Apple researchers have identified "fundamental limitations" in large reasoning models (LRMs), an advanced form of AI, revealing a "complete accuracy collapse" when faced with highly complex problems, according to a newly published paper. The study, which tested models from OpenAI, Google, Anthropic, and DeepSeek, found that LRMs reduce reasoning effort as problems become more difficult, indicating a potential barrier to generalizable reasoning and raising questions about the industry's pursuit of artificial general intelligence (AGI). Experts suggest these findings signal the industry may be reaching a "cul-de-sac" in its current AI development approach.

Analysis

Apple's recent research paper reveals significant 'fundamental limitations' in advanced Large Reasoning Models (LRMs), including those from prominent AI developers like OpenAI, Google, Anthropic, and DeepSeek, challenging the current trajectory of AI development.

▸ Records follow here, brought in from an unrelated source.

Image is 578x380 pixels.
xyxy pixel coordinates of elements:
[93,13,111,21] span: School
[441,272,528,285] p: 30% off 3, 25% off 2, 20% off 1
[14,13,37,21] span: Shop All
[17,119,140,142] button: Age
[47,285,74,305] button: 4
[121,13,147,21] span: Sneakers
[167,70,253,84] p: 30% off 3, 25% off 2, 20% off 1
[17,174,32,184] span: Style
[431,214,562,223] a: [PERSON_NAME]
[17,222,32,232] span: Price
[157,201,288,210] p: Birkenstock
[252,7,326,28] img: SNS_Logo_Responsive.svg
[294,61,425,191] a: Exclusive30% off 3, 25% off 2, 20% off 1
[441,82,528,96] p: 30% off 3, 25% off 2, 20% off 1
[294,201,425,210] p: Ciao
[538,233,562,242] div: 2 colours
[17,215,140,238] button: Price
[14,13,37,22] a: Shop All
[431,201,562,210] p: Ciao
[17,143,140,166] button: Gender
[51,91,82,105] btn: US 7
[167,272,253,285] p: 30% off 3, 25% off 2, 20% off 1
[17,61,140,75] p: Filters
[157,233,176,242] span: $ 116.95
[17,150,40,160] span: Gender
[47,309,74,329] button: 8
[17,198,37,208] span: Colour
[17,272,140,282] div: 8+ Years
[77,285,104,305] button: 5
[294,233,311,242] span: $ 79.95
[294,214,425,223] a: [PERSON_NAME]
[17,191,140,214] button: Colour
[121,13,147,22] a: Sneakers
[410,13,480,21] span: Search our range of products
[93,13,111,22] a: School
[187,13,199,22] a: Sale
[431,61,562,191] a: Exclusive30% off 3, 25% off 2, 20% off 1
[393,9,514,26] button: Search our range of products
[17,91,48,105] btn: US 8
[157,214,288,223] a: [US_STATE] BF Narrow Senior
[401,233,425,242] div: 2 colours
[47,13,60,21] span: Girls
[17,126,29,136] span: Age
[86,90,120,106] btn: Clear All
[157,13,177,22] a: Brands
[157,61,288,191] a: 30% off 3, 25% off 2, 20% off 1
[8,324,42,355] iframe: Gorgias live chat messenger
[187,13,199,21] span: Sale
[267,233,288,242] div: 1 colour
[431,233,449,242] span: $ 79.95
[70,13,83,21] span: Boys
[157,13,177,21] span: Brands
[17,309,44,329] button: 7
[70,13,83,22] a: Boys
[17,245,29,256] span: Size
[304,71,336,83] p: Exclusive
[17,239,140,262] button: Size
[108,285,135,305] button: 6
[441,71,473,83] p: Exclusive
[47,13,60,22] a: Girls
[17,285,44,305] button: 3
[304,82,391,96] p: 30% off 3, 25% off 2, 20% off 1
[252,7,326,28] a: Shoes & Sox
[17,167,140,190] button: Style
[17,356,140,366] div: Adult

The study documented a 'complete accuracy collapse' when LRMs faced highly complex problems, such as the Tower of Hanoi puzzle, and observed a counterintuitive reduction in 'reasoning effort' as models neared this failure point—a finding Apple researchers deemed 'particularly concerning.' This behavior, occurring even when models were provided with a solution algorithm, points to what the paper terms a 'fundamental scaling limitation' and 'fundamental barriers to generalisable reasoning.' These findings, described by academic Gary Marcus as 'pretty devastating,' cast doubt on the prevailing assumption that scaling current Large Language Models (LLMs) offers a direct path to Artificial General Intelligence (AGI), with experts like Andrew Rogoyski suggesting the industry might be in a 'potential cul-de-sac.' The research also highlighted inefficiencies, such as wasted computing power on simpler tasks and a tendency to explore incorrect solutions before arriving at correct ones for moderately complex problems, prior to complete failure on high-complexity challenges.